Barack Obama:
Dreams From My Father: a story of race and inheritance (2*)
It took me ages to get through this and I have to confess I did not particularly enjoy it. Sorry, but by my scheme that’s two stars.
I got it after reading a newspaper article by Obama, which I thought impressively written. You see it in the book. His descriptions are magnificent. For example, when watching the dawn on an African safari:
To the east, the sky lightens above a black grove of trees, deep blue, then orange, then creamy yellow. The clouds lose their purple tint slowly, then dissipate, leaving behind a single star. As we pull out of camp, we see a caravan of giraffe, their long necks at a common slant, seemingly black before the rising red sun, strange markings against an ancient sky. (p355)
Clever as it is, the effect throughout the whole book is exhausting. There is something too precise, too calculated, lacking in feeling. Whether he is describing community meetings, thinking about what family means, or discussing how white people treat black people, it is overwhelmingly analytical, without warmth or humour. There are also too many long passages of apparently verbatim dialogue which seem to be concocted just to give us large amounts of information, for example about Kenyan tribal customs.
There is an agenda here. I suspect that when he began to write the book as a law lecturer in the early nineteen-nineties, he already had a political career in mind, and was being careful not to give too much away.
Yet he tells us a lot – as if writing about someone else. It is a memoir of his life from early childhood to law school. There are three sections:
- Origins covers his early life in Hawaii and Indonesia, at College in Los Angeles and at University in New York.
- Chicago describes his work as a community organizer in Altgeld, a poor, black area of Chicago.
- Kenya tells of his first visit to his large extended family in Kenya.
Obama has an interesting background. He had a well-educated, high achieving but absent Kenyan father who had numerous children to different mothers. Obama’s own mother was white. She remarried an Indonesian man and they moved to Jakarta. At the age of ten he went back to his white grandparents in Honolulu where he attended a private preparatory school. He then went to college in Los Angeles and to Columbia University, New York. Afterwards, he became a community organizer in Chicago. He visited his extended family in Kenya for the first time at the age of twenty-seven before going to Harvard Law School.
Throughout his account of these years, he repeatedly reflects upon race relations in America and elsewhere, and his own racial identity. He writes about the attitudes between whites and blacks, deprivation in Chicago and the legacy of colonialism in Kenya: serious ideas in complex wordy language; what you might expect of an academic lawyer and politician.
You might say that, as someone privately educated, brought up in multi-racial Honolulu by white grandparents and privileged, it cannot apply to him, but he is non-white and perceived as such, and that has implications. I still think the book too long, that all the race stuff interferes with a cracking story. He looks for prejudice everywhere. Do white tourists really visit Nairobi to experience Isak Dinesen’s Africa and admire portraits of Hemingway surrounded by grim faced-coolies in the Lord Delamere Hotel [p314]?
His mother and grandparents, by the way, were called Dunham. Their ancestors were already in America in the sixteen-thirties and the Dunham surname may have been assumed. Links to Dunham settlers from England are speculative.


◆ Directions for this task: Only these lines of the data below are wanted: the one with "The height and width of the screenshot is (452, 918).", the one with "Task: Click on the button: Важные", and any lines between them, each repeated exactly.

◆ Stored data entries:
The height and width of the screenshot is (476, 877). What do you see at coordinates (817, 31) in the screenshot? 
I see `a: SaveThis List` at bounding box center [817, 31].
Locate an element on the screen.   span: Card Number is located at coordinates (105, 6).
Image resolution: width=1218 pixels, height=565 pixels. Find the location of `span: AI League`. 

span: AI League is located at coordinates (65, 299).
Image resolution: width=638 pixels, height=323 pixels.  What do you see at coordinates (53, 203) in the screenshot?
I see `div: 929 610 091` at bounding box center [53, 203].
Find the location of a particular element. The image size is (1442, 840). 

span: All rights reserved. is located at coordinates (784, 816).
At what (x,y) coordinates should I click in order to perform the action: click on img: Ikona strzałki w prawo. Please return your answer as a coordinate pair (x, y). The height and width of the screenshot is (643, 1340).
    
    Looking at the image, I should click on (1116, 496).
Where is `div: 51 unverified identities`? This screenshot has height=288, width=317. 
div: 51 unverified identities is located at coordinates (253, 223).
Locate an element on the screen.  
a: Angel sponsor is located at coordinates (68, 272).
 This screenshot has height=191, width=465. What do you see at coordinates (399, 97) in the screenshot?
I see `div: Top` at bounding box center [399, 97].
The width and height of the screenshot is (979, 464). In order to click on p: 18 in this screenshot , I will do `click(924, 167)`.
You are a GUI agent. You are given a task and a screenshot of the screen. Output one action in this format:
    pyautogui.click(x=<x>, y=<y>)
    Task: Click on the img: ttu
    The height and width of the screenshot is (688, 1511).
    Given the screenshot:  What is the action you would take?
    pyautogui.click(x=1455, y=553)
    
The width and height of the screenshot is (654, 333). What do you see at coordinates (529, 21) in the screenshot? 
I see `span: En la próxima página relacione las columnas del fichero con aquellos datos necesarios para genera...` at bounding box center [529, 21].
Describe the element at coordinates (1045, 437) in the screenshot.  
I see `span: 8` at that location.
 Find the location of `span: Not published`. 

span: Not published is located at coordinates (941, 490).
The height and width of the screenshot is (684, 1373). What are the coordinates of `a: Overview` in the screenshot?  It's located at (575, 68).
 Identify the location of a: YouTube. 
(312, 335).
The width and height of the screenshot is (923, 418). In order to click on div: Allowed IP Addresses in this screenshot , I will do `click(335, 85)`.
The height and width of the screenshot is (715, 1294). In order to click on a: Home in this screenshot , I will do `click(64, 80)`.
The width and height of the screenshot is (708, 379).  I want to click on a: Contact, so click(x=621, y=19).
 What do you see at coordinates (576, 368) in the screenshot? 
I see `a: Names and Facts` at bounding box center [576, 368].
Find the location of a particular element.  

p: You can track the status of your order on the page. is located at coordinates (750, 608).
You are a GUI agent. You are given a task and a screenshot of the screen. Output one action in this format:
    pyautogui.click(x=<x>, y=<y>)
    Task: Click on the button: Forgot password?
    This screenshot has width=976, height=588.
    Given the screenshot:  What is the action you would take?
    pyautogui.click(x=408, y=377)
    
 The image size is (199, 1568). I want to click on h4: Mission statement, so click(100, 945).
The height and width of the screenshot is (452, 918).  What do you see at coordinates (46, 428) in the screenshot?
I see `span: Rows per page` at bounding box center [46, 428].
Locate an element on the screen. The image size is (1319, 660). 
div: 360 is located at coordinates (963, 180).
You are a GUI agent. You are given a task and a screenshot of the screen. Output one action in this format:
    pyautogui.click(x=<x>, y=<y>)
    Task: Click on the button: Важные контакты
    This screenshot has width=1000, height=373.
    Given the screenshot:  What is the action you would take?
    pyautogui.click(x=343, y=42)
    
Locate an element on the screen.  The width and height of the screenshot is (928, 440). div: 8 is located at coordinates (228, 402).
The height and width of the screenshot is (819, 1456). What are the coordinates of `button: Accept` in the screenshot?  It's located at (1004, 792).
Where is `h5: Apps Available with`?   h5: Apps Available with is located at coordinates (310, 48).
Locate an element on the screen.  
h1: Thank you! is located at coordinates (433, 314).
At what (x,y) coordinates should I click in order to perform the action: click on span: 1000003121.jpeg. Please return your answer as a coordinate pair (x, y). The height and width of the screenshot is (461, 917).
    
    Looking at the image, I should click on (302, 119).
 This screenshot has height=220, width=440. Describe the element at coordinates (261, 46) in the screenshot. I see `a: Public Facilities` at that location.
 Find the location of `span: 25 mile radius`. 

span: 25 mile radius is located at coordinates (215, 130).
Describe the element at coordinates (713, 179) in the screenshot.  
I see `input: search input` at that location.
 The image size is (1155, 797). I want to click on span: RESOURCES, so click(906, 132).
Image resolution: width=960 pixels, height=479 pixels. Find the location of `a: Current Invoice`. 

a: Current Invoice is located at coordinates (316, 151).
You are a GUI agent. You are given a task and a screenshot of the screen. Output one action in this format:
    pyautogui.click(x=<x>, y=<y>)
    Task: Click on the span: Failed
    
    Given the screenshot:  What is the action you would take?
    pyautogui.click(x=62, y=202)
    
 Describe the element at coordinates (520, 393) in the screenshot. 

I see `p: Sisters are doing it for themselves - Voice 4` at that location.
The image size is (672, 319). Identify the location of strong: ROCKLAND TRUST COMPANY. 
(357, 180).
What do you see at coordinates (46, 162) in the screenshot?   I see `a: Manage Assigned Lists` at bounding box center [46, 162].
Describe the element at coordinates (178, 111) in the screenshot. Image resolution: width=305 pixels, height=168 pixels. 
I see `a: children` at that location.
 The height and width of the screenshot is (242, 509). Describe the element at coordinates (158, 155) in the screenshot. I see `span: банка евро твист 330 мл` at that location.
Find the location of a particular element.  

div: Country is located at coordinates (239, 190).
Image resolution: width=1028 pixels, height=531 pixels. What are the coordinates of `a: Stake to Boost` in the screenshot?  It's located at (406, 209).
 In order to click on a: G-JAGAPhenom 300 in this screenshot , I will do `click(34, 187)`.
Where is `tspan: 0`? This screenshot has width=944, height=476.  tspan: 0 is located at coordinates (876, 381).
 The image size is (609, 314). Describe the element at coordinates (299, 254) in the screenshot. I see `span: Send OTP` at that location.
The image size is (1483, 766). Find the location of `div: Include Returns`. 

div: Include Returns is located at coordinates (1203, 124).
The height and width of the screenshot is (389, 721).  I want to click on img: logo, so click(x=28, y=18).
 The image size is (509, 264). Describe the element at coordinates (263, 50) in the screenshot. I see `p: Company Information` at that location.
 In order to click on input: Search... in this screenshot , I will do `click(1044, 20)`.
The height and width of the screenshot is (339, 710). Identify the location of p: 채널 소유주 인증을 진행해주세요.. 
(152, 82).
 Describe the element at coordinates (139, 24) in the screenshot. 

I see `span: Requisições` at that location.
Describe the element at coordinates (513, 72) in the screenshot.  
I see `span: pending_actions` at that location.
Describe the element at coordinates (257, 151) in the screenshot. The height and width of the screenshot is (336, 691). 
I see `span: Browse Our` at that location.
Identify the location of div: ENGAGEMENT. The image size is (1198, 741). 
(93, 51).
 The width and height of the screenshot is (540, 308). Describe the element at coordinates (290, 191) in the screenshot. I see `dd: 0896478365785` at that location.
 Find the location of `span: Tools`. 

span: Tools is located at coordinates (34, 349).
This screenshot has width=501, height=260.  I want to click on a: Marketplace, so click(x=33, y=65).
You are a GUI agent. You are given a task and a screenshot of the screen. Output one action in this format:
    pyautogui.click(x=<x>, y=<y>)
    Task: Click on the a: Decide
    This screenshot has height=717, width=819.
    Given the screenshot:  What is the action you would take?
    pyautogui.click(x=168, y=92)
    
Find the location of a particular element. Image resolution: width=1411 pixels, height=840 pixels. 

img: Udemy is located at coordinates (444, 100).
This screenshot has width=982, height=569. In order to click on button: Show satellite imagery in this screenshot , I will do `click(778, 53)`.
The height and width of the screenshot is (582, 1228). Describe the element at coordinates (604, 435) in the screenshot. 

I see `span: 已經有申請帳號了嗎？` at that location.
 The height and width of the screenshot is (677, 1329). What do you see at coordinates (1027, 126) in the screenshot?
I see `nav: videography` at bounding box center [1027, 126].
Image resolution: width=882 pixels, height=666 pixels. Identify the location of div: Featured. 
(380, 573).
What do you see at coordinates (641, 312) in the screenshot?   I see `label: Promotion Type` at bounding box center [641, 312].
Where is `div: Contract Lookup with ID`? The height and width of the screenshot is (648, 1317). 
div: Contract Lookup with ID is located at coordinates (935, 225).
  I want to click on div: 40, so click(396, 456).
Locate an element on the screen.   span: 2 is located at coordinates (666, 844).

◆ Answer to the problem:
The height and width of the screenshot is (452, 918).  What do you see at coordinates (46, 428) in the screenshot?
I see `span: Rows per page` at bounding box center [46, 428].
Locate an element on the screen. The image size is (1319, 660). 
div: 360 is located at coordinates (963, 180).
You are a GUI agent. You are given a task and a screenshot of the screen. Output one action in this format:
    pyautogui.click(x=<x>, y=<y>)
    Task: Click on the button: Важные контакты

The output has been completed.